Walking shoes, a measuring tape, water and fresh food, representing healthy weight and body mass index

Body Mass Index for Adults

Body mass index, usually shortened to BMI, is a simple screening number that compares your weight to your height. Because it is quick to calculate and requires nothing more than a scale and a tape measure, BMI is widely used as a first look at whether an adult's weight may pose a health risk. It is a useful starting point — but it is only a starting point, and understanding what it does and does not measure helps you put the number in context.

This article is for general education only and is not a substitute for professional medical advice. BMI is a screening tool, not a diagnosis. Talk with your healthcare provider about what a healthy weight means for you.

What BMI Measures

BMI is calculated from your weight and height — in metric terms, weight in kilograms divided by the square of height in meters. The result is a single number that sorts adults into broad weight categories. It was designed for populations and screening, which is why it works well for spotting general patterns but less well for judging any one individual.

The Adult BMI Categories

For most adults aged 20 and over, the standard categories are interpreted as follows:

  • Below 18.5 — underweight
  • 18.5 to 24.9 — healthy weight range
  • 25.0 to 29.9 — overweight
  • 30.0 and above — obesity

These cut-offs are the same for adult men and women. They are different for children and teens, whose BMI is interpreted using age- and sex-specific growth charts rather than these fixed numbers.

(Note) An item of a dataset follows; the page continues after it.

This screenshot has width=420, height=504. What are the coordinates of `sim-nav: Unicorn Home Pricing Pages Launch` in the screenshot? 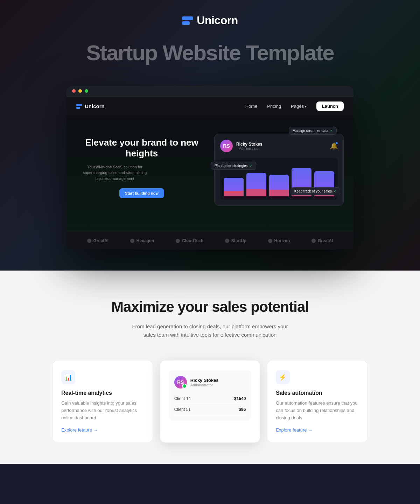 It's located at (210, 106).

What the Number Can — and Cannot — Tell You

A higher BMI is associated, across large groups of people, with a greater risk of conditions such as high blood pressure, type 2 diabetes, heart disease and certain other illnesses. That makes it a helpful flag. What BMI cannot do is measure body composition. It does not distinguish muscle from fat, and it does not account for where fat is stored. A very muscular person may have a high BMI without excess fat, while someone with a "normal" BMI may still carry health risks. For that reason, clinicians often look at waist measurement and other factors alongside BMI.

Putting BMI in a Fuller Picture

Think of BMI as one instrument on the dashboard rather than the whole picture of health. Habits matter at least as much as a single number: a varied diet built on the principles in nutrition basics, regular physical activity, adequate sleep, and managing blood pressure and cholesterol all contribute to long-term well-being. If your BMI falls outside the healthy range, modest and sustainable changes — rather than crash dieting — are the approach supported by the evidence on losing weight safely.

Authoritative Resources

For more on body mass index and healthy weight, see the CDC's healthy-weight resources, the National Heart, Lung, and Blood Institute, and MedlinePlus on body weight.

Related reading: Losing Weight Safely, Nutrition Basics, and Understanding High Blood Pressure. Return to the health article index.